Hispanic Business Inc. 25th Anniversary Gala
June 10th 2004
Pier 60, Chelsea Piers, New York City
Evening keynote address by Jesus Chavarria, CEO and Publisher, Hispanic Business, Inc.
My friends, thank you for your warm applause. Bonnie and I appreciate your being with us tonight. I would like to add a few footnotes to the visual presentation you just viewed this evening, produced by the Hispanic Business creative team.
The ideas leading to the founding of Hispanic Business arose from a variety of sources, including a 1978 consulting assignment with Los Angeles advertising agency The Carranza Group. The assignment was to evaluate the Hispanic consumer market, and it gave me the opportunity to travel around the country and gather information. Also that year, attending the first national symposium on the Hispanic business economy in Tempe, Arizona, was a seminal experience. While there, I came to feel that business was it; that through entrepreneurship, the historical tide of underdevelopment in our communities could turn around.
The protest movements of the '60s and '70s also were a significant influence. I'm sure you noticed the graphic-art style and design used by the newsletter and magazine in the early years. It conveyed a heightened sense of identity, which linked the publication to the protest movements. Hispanic Business magazine was not incubated in the civil rights movement, but it was affected by its cultural wake. Suddenly, because of the struggles for civil rights, U.S. Hispanics -- especially youth -- became inquisitive about and conscious of their origins, and eventually militantly proud of their heritage. It had not always been that way.

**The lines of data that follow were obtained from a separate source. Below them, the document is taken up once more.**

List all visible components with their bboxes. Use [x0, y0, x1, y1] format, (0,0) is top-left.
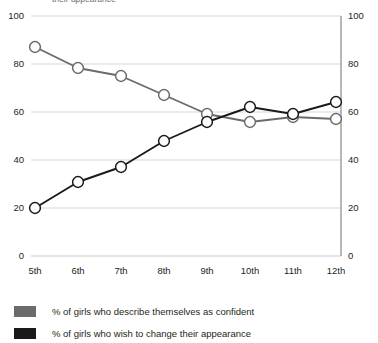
- y2-axis-label-20: 20: [348, 202, 378, 213]
- y-axis-label-0: 0: [0, 250, 24, 261]
- legend-label-appearance: % of girls who wish to change their appe…: [52, 328, 251, 339]
- y-axis-label-40: 40: [0, 154, 24, 165]
- y2-axis-label-0: 0: [348, 250, 378, 261]
- y-axis-label-20: 20: [0, 202, 24, 213]
- x-axis-label-6th: 6th: [58, 265, 98, 276]
- x-axis-label-11th: 11th: [273, 265, 313, 276]
- x-axis-label-10th: 10th: [230, 265, 270, 276]
- legend-item-appearance: % of girls who wish to change their appe…: [14, 322, 364, 343]
- legend-swatch-icon-appearance: [14, 328, 36, 339]
- chart-container: their appearance: [0, 0, 378, 343]
- y-axis-label-80: 80: [0, 58, 24, 69]
- series-confident: [30, 97, 342, 214]
- y-axis-label-100: 100: [0, 10, 24, 21]
- legend-swatch-icon-confident: [14, 306, 36, 317]
- y-axis-label-60: 60: [0, 106, 24, 117]
- gridlines: [31, 16, 341, 256]
- x-axis-label-12th: 12th: [316, 265, 356, 276]
- y2-axis-label-80: 80: [348, 58, 378, 69]
- x-axis-label-8th: 8th: [144, 265, 184, 276]
- x-axis-label-5th: 5th: [15, 265, 55, 276]
- y2-axis-label-60: 60: [348, 106, 378, 117]
- y2-axis-label-100: 100: [348, 10, 378, 21]
- legend-item-confident: % of girls who describe themselves as co…: [14, 300, 364, 322]
- plot-area: [0, 0, 378, 343]
- chart-legend: % of girls who describe themselves as co…: [14, 300, 364, 343]
- x-axis-label-7th: 7th: [101, 265, 141, 276]
- y2-axis-label-40: 40: [348, 154, 378, 165]
- x-axis-label-9th: 9th: [187, 265, 227, 276]
- legend-label-confident: % of girls who describe themselves as co…: [52, 306, 254, 317]
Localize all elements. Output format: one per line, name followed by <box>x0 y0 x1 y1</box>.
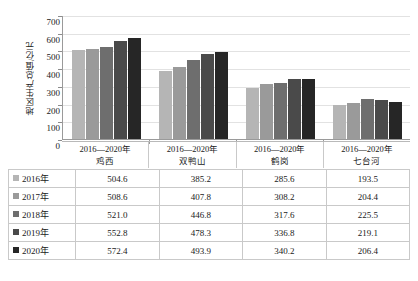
bar-chart: 地区生产总值/亿元 7006005004003002001000 2016—20… <box>0 0 418 168</box>
y-axis-tick-labels: 7006005004003002001000 <box>38 10 60 146</box>
table-cell: 193.5 <box>326 170 410 188</box>
bar[interactable] <box>114 41 127 139</box>
y-axis-tick-label: 100 <box>38 122 60 134</box>
category-label-1: 2016—2020年鸡西 <box>62 142 149 168</box>
data-table-body: 2016年504.6385.2285.6193.52017年508.6407.8… <box>9 170 410 260</box>
category-label-band: 2016—2020年鸡西2016—2020年双鸭山2016—2020年鹤岗201… <box>62 141 410 168</box>
y-axis-tick-label: 200 <box>38 105 60 117</box>
bar[interactable] <box>159 71 172 139</box>
table-cell: 219.1 <box>326 224 410 242</box>
bar[interactable] <box>86 49 99 139</box>
legend-entry[interactable]: 2020年 <box>9 242 76 260</box>
bar[interactable] <box>173 67 186 139</box>
legend-entry[interactable]: 2016年 <box>9 170 76 188</box>
legend-label: 2017年 <box>22 192 49 202</box>
bar[interactable] <box>201 54 214 139</box>
bar-groups <box>63 16 410 139</box>
legend-label: 2020年 <box>22 246 49 256</box>
table-cell: 204.4 <box>326 188 410 206</box>
table-row: 2016年504.6385.2285.6193.5 <box>9 170 410 188</box>
y-axis-tick-label: 400 <box>38 69 60 81</box>
category-year-range: 2016—2020年 <box>167 143 219 155</box>
table-cell: 340.2 <box>243 242 327 260</box>
bar-group <box>237 16 324 139</box>
table-row: 2019年552.8478.3336.8219.1 <box>9 224 410 242</box>
category-year-range: 2016—2020年 <box>341 143 393 155</box>
bar[interactable] <box>215 52 228 139</box>
table-row: 2017年508.6407.8308.2204.4 <box>9 188 410 206</box>
table-cell: 446.8 <box>159 206 243 224</box>
bar[interactable] <box>389 102 402 139</box>
legend-swatch-icon <box>13 211 19 217</box>
category-label-2: 2016—2020年双鸭山 <box>149 142 236 168</box>
category-year-range: 2016—2020年 <box>254 143 306 155</box>
data-table: 2016年504.6385.2285.6193.52017年508.6407.8… <box>8 169 410 260</box>
bar-group <box>324 16 411 139</box>
bar[interactable] <box>128 38 141 139</box>
table-cell: 407.8 <box>159 188 243 206</box>
category-city-name: 七台河 <box>353 155 380 167</box>
y-axis-tick-label: 700 <box>38 16 60 28</box>
category-city-name: 鹤岗 <box>271 155 289 167</box>
legend-entry[interactable]: 2017年 <box>9 188 76 206</box>
category-label-3: 2016—2020年鹤岗 <box>237 142 324 168</box>
table-cell: 504.6 <box>76 170 160 188</box>
bar[interactable] <box>100 47 113 139</box>
bar[interactable] <box>274 83 287 139</box>
table-cell: 572.4 <box>76 242 160 260</box>
bar[interactable] <box>347 103 360 139</box>
legend-entry[interactable]: 2019年 <box>9 224 76 242</box>
bar[interactable] <box>187 60 200 139</box>
bar[interactable] <box>361 99 374 139</box>
y-axis-tick-label: 300 <box>38 87 60 99</box>
category-label-4: 2016—2020年七台河 <box>324 142 410 168</box>
category-year-range: 2016—2020年 <box>79 143 131 155</box>
chart-page: 地区生产总值/亿元 7006005004003002001000 2016—20… <box>0 0 418 281</box>
table-row: 2020年572.4493.9340.2206.4 <box>9 242 410 260</box>
table-cell: 552.8 <box>76 224 160 242</box>
bar[interactable] <box>246 88 259 139</box>
bar[interactable] <box>260 84 273 139</box>
table-cell: 336.8 <box>243 224 327 242</box>
legend-entry[interactable]: 2018年 <box>9 206 76 224</box>
table-cell: 521.0 <box>76 206 160 224</box>
table-cell: 493.9 <box>159 242 243 260</box>
legend-label: 2019年 <box>22 228 49 238</box>
legend-swatch-icon <box>13 247 19 253</box>
bar-group <box>150 16 237 139</box>
table-row: 2018年521.0446.8317.6225.5 <box>9 206 410 224</box>
category-city-name: 鸡西 <box>96 155 114 167</box>
bar-group <box>63 16 150 139</box>
table-cell: 317.6 <box>243 206 327 224</box>
legend-swatch-icon <box>13 175 19 181</box>
legend-label: 2016年 <box>22 174 49 184</box>
y-axis-tick-label: 600 <box>38 34 60 46</box>
category-city-name: 双鸭山 <box>179 155 206 167</box>
table-cell: 285.6 <box>243 170 327 188</box>
bar[interactable] <box>72 50 85 139</box>
table-cell: 225.5 <box>326 206 410 224</box>
y-axis-title: 地区生产总值/亿元 <box>24 16 38 140</box>
legend-label: 2018年 <box>22 210 49 220</box>
y-axis-tick-label: 0 <box>38 140 60 152</box>
y-axis-tick-label: 500 <box>38 51 60 63</box>
table-cell: 385.2 <box>159 170 243 188</box>
bar[interactable] <box>375 100 388 139</box>
legend-swatch-icon <box>13 193 19 199</box>
legend-swatch-icon <box>13 229 19 235</box>
table-cell: 478.3 <box>159 224 243 242</box>
plot-area <box>62 16 410 140</box>
bar[interactable] <box>302 79 315 139</box>
table-cell: 308.2 <box>243 188 327 206</box>
table-cell: 508.6 <box>76 188 160 206</box>
bar[interactable] <box>288 79 301 139</box>
bar[interactable] <box>333 105 346 139</box>
table-cell: 206.4 <box>326 242 410 260</box>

While in Tempe, I met business people from across the country; I met Small Business Administration representatives, and academics in the fields of business. I met Professor Leonardo Rodriguez of Florida International University in Miami. I met Luis Aranda, professor of business at Arizona State University, now retired. The symposium pointed me to the 1969 preliminary U.S. Census on Hispanic enterprises, as well as to the first U.S. Census on Hispanic enterprises in 1972. Avidly absorbing the data, it became clear to me that a trend was building. This was three years before the appearance of John Naisbitt's book, Megatrends, which documented the tectonic U.S. economic shift to the Sun Belt, and pointed as well to the Hispanic immigration surge impacting that region. Meanwhile, on a flight to San Antonio, I saw my first issue of Black Enterprise magazine, which had launched in 1972.
The elements meshed in late 1978, and the strategy for Hispanic Business unfolded: Start with a newsletter, learn the basics of the publishing industry, control costs tightly, and quickly learn all you can about generating revenue.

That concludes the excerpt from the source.